The problem is the guid element in the feed was being used instead of the link element you'd expect. Why? Well, read the spec:

There are no rules for the syntax of a guid. Aggregators must view them as a string.
If the guid element has an attribute named "isPermaLink" with a value of true, the reader may assume that it is a permalink to the item, that is, a url that can be opened in a Web browser.
isPermaLink is optional, its default value is true
Follow all that? guid is defined to be any ol' string. Only later we learn that by default, it's assumed to be a URL that feed readers may use to override the other URL in the entry. In other words, the default behaviour of guid is broken and every RSS 2.0 feed should probably be setting isPermaLink to false on every single entry.

Most people have probably never seen this bug because on a typical feed the link and guid both point to the same URL.

techbad
  2008-04-10 17:29 Z
My ongoing rants about iTunes may be getting old, but I continue them because Apple has a reputation for well designed software. The truth is a lot of their software does not work particularly well, particularly on Windows.

Today's fiasco was when I plugged my iPhone in to charge the battery. Only it didn't charge. Why? I was in a hurry, so I didn't wait for 30 seconds for iTunes to start up and didn't notice that it wanted an upgrade. Which left the phone mid-sync and some stupid feature in the iPhone means it didn't actually charge the battery while waiting for me to click a button on the computer at the other end of the charging cable. Nice engineering, guys.

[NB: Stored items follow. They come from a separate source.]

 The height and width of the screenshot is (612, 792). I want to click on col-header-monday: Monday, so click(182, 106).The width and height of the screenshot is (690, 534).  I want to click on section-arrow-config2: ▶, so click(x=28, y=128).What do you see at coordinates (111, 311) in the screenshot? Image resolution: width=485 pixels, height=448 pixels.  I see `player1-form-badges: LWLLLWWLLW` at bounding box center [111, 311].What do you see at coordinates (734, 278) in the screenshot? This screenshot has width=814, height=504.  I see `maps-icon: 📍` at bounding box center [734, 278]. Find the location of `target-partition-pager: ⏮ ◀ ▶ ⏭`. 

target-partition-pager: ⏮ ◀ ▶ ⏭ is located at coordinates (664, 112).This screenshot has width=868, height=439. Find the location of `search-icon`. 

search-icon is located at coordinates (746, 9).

I approved the update. 65 megs of download without a functioning progress bar and the upload process stole keyboard focus from my other apps three times. My desktop reloaded several times too, and along the way iTunes once again stole my .mp3 association and littered my desktop and launch bar with QuickTime advertisements. Then it demanded a reboot, which I refused. The iPhone upgrade failed with an "error -50", whatever that might mean. It worked the second time, although the phone was deactivated for about a minute with no useful warning.

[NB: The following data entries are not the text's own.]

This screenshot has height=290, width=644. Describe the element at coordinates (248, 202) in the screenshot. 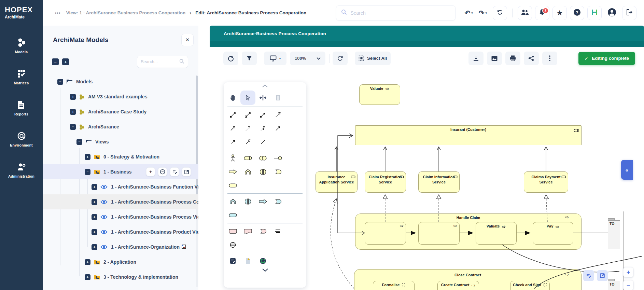

I see `application-interaction-tool` at that location.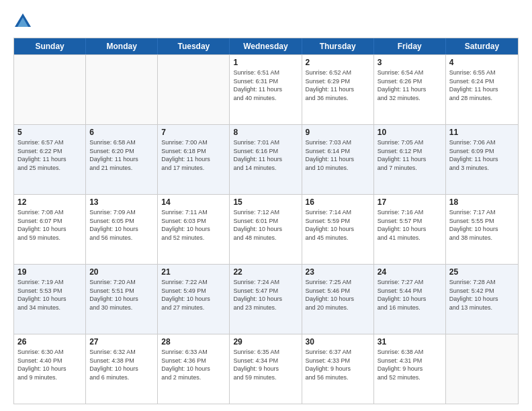 Image resolution: width=532 pixels, height=411 pixels. Describe the element at coordinates (265, 85) in the screenshot. I see `cell-info: Sunrise: 6:51 AM Sunset: 6:31 PM Dayligh…` at that location.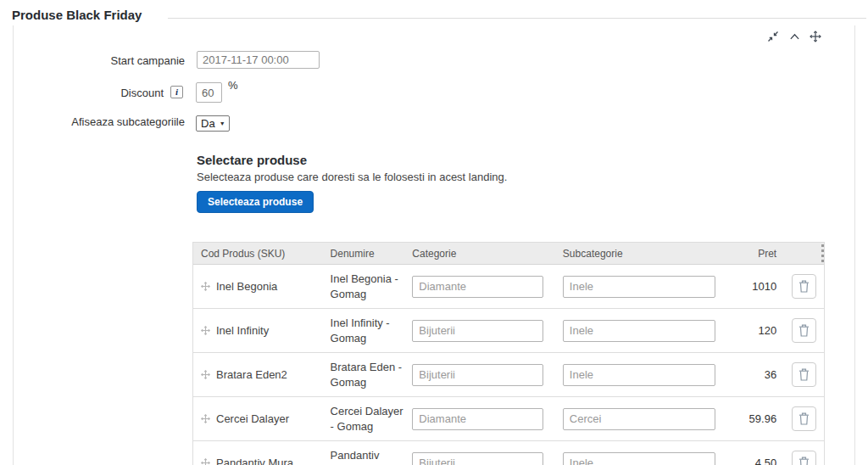 This screenshot has height=465, width=868. I want to click on discount-label: Discount, so click(81, 93).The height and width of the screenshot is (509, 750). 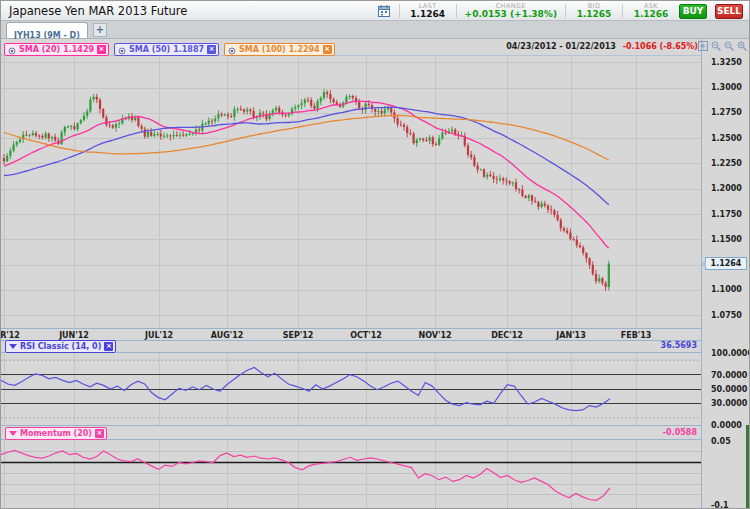 I want to click on momentum-last-value: -0.0588, so click(x=680, y=432).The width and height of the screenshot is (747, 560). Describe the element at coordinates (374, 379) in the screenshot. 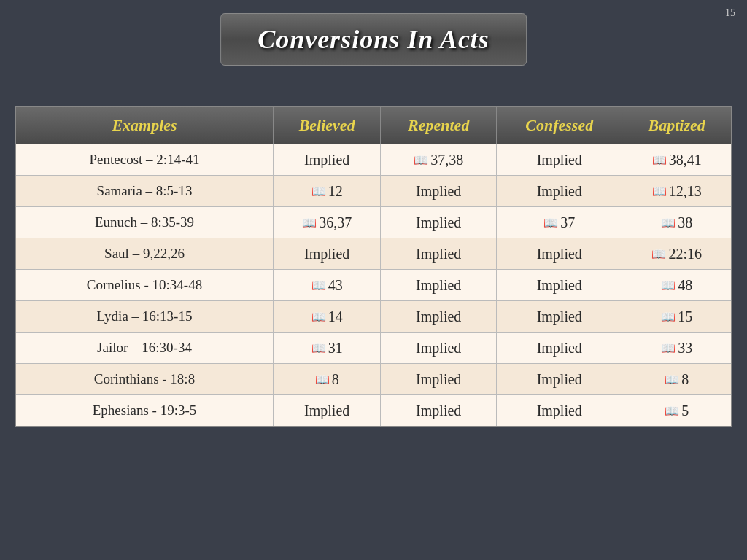

I see `table-row: Corinthians - 18:8📖8ImpliedImplied📖8` at that location.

The iPhone has a terrible user experience on the Windows desktop. It's embarassing. And because the iPhone is a closed environment, I don't have any alternative. Apple's linkage between products is the sort of thing that got Microsoft in trouble.

techbad
  2008-02-27 19:48 Z
I recently switched my IM client from Trillian Pro to Pidgin, née GAIM. Trillian hasn't had an update in years, the Jabber support is bad, and it was acting wonky. Time to switch to an open source alternative.

Be careful what you wish for. Pidgin is amazing in a lot of ways; it supports a lot of protocols, has simple plugins, a solid communications library, etc. But it also has the breathtaking hostility to usability of so many open source apps. A lot of the GUI details aren't quite right and the docs are downright arrogant.

To be fair, Pidgin mostly works fine out of the box. Except the font is too small. No big deal, every app lets you configure the font, right? Ha! Just try the documented solution. Apparently I'm supposed to learn about GTK, and themes, and figure out where GTK places config files in Windows, then edit them with a text editor and insert 500 bytes of configuration directives for "imhtml-fix".

There's a proposal to add font controls in Pidgin, but the answer from the developer is "I think more people should know how to modify their system configuration settings". Because you know, chatting with your friends without squinting should require you spend hours researching some GUI toolkit no other app on your system uses.

Update: I stumbled across the Pidgin Extended Preferences Plugin. The page is incredibly coy; no download link (it's here) and no description of what the plugin actually does other than a grudging "additional preferences that have been commonly called for in the past from Pidgin". Which is why it doesn't show up on a search for pidgin font size. But if you click through the tiny screenshot you'll see there's a configuration option for font sizes! It even works! Well, once you figure out how to make a directory and copy a DLL over manually.

PS: the default font size is 8 point. Damn kids.